Gene stifled in some lung, breast cancers
By Nathan Seppa
Many genes encode proteins whose job is to inhibit cell growth. Some of these genes suppress the growth of tumors, and a few have become household names, such as the BRCA1 gene, which inhibits breast cancer.
A gene called RASSF1A could become the next member of this rarefied club. A study in the May 2 Journal of the National Cancer Institute establishes that many lung and breast tumors lack a functional RASSF1A. The findings suggest that the protein encoded by RASSF1A helps choke off malignancies and could lead to new cancer therapies. Indeed, the scientists found that restoring RASSF1A function to implanted human cancer cells prevented them from developing into tumors in mice.
The precise role of the RASSF1A protein is unclear. Nevertheless, the protein may hold one of the molecular keys to disrupting runaway cell growth in cancer, says study coauthor John D. Minna of the University of Texas, Southwestern, in Dallas.
For cancer to grow, several tumor-suppressor genes may need to be turned off in unison, says coauthor Adi F. Gazdar, also of Southwestern. “You might reverse the malignancy by correcting just one of these defects,” he says.
The researchers used tumor cells surgically removed from lung and breast cancer patients to create cell lines that they could grow in the laboratory. RASSF1A was silenced in 32 of 32 cell lines grown from small-cell lung cancer patients, in 17 of 26 nonsmall-cell lung cancer lines, and in 15 of 25 breast cancer cell lines.
Since their earlier work suggested that RASSF1A hadn’t been mutated in cancerous cells, the researchers looked for a chemical modification of the gene. They found clusters of atoms, known as methyl groups, clinging to DNA in RASSF1A. This methylation occurs normally on some parts of chromosomes, but it doesn’t show up in RASSF1A of normal tissues.
Nearly all small-cell lung cancer cells and about half of the breast cancer cells that Minna’s group tested had aberrant methylation. Attaching to the RASSF1A promoter, the gene’s on switch, these methyl groups turned off the gene.
An analysis of a separate sample of 107 nonsmall-cell lung cancer patients showed that 32 had methylated promoter regions on RASSF1A in their tumor cells. The researchers checked hospital records of these patients and found that those without the aberrant methylation survived, on average, 49 months from the date of diagnosis, whereas those with a methylated RASSF1A promoter region survived only an average of 28 months.
In their mouse experiments, the researchers tested immune-deficient animals. The researchers injected one group of mice with lung cancer cells that lacked RASSF1A and another group with the same kind of cells containing added, functional RASSF1A. Whereas the first group of mice grew tumors, the others remained free of cancer.
Minna says, “The findings represent an early diagnostic tool for lung and breast cancer and will also lead to new therapy trials using drugs that block methylation in patients.”
“This work was very nicely done,” says James G. Herman, a medical oncologist at Johns Hopkins University Medical Institutions in Baltimore. As scientists improve their understanding of the human genome, they’ll encounter more genes that are switched on or off in cancer, he says.
Researchers investigating potential tumor suppressors will need to determine whether the proteins encoded by those genes play critical roles in the genesis of cancer or are simply signposts of the disease, says Herman. Putting such genes into human cancer cells and gauging whether they can stop cancer–as Gazdar and his colleagues did in mice–”is an important step,” Herman says.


→ Assigned task
Retype the listing found below exactly, but leave out each picture.
◇ ◇ ◇
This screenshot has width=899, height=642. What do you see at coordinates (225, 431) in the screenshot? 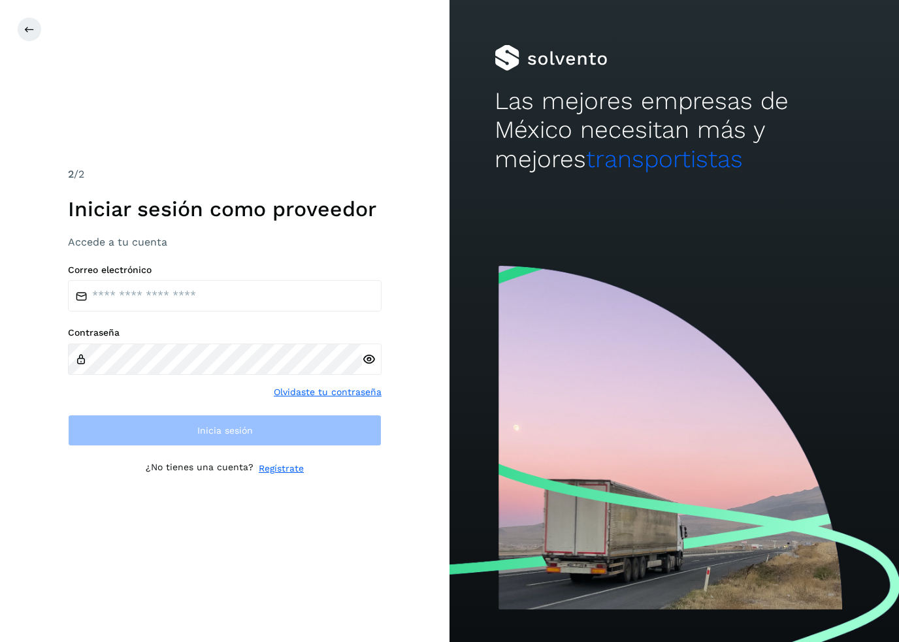
I see `button: Inicia sesión` at bounding box center [225, 431].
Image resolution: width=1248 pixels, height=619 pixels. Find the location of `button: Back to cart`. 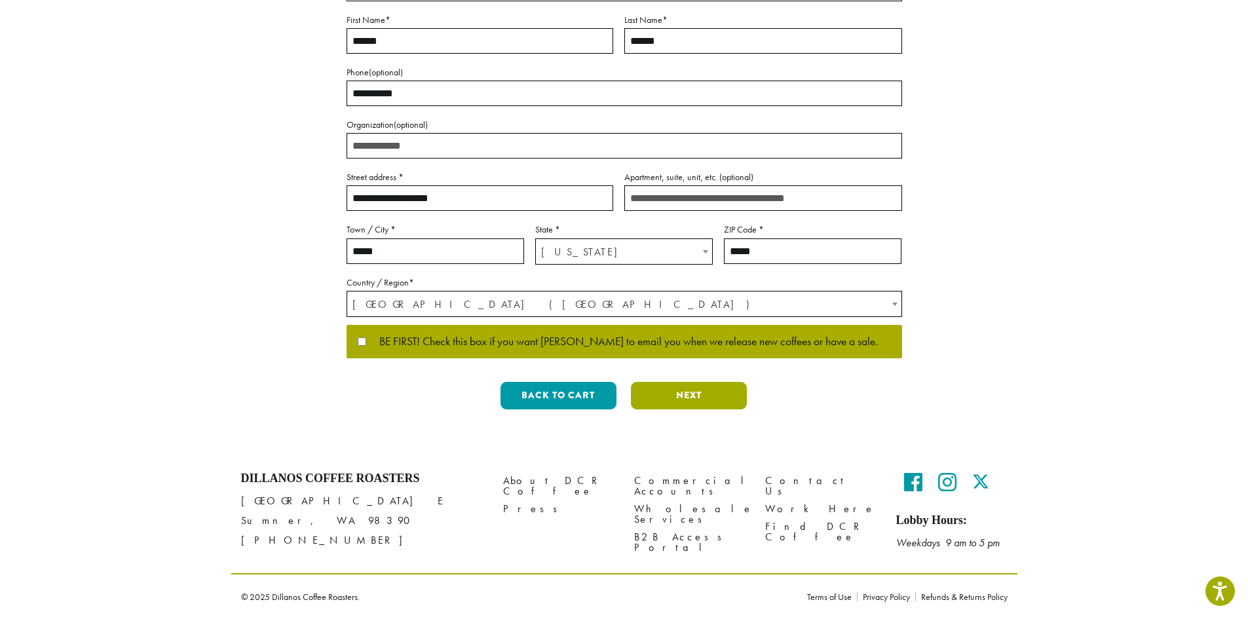

button: Back to cart is located at coordinates (558, 396).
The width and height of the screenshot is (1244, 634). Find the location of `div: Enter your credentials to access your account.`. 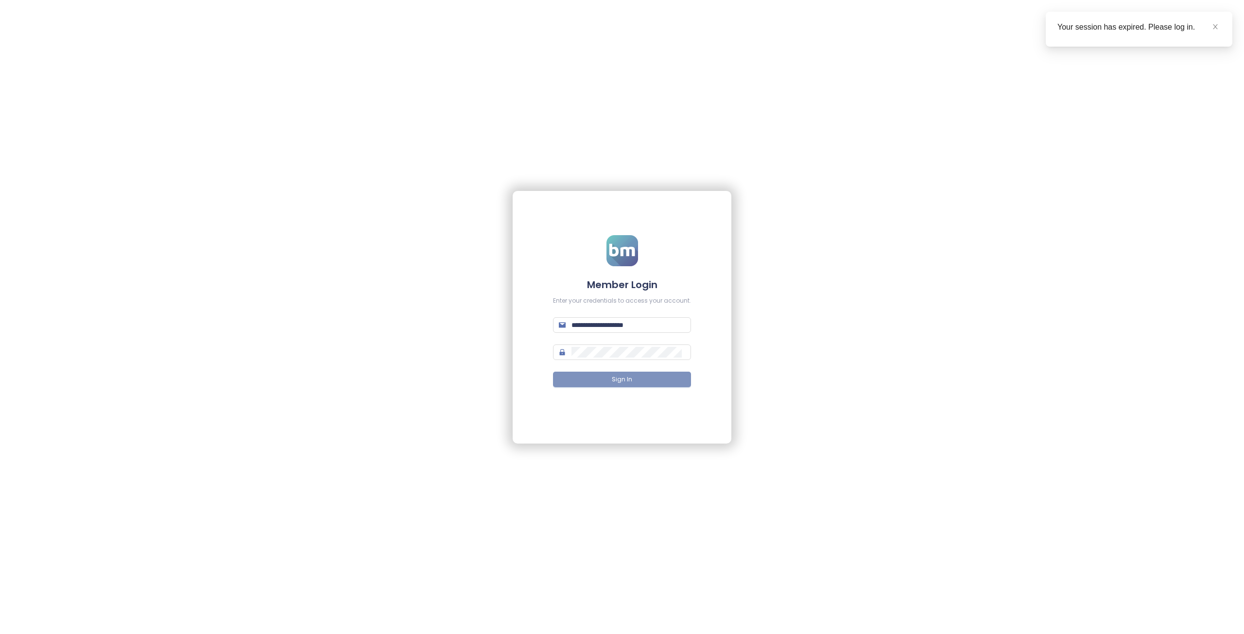

div: Enter your credentials to access your account. is located at coordinates (622, 301).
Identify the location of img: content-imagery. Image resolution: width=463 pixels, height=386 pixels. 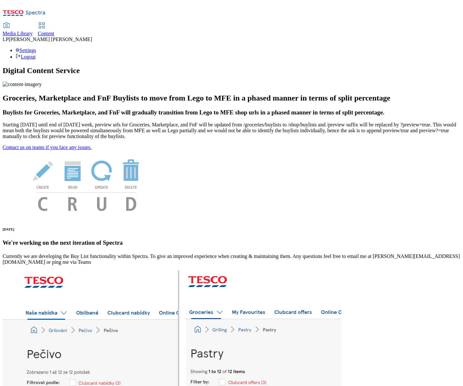
(22, 84).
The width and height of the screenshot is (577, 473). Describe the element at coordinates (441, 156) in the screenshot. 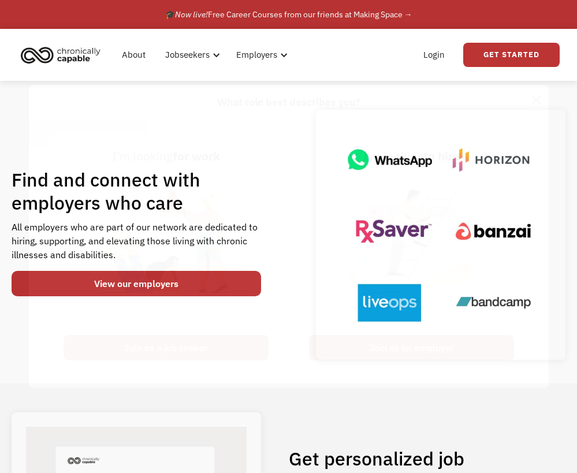

I see `strong: to hire` at that location.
◇ ◇ ◇
→ Response box
This screenshot has width=899, height=642. What do you see at coordinates (225, 431) in the screenshot? 
I see `button: Inicia sesión` at bounding box center [225, 431].
Image resolution: width=1248 pixels, height=619 pixels. Find the location of `button: Back to cart`. 

button: Back to cart is located at coordinates (558, 396).
The width and height of the screenshot is (1244, 634). Find the location of `div: Enter your credentials to access your account.`. 

div: Enter your credentials to access your account. is located at coordinates (622, 301).
Identify the location of img: content-imagery. Image resolution: width=463 pixels, height=386 pixels. 
(22, 84).
The width and height of the screenshot is (577, 473). Describe the element at coordinates (441, 156) in the screenshot. 

I see `strong: to hire` at that location.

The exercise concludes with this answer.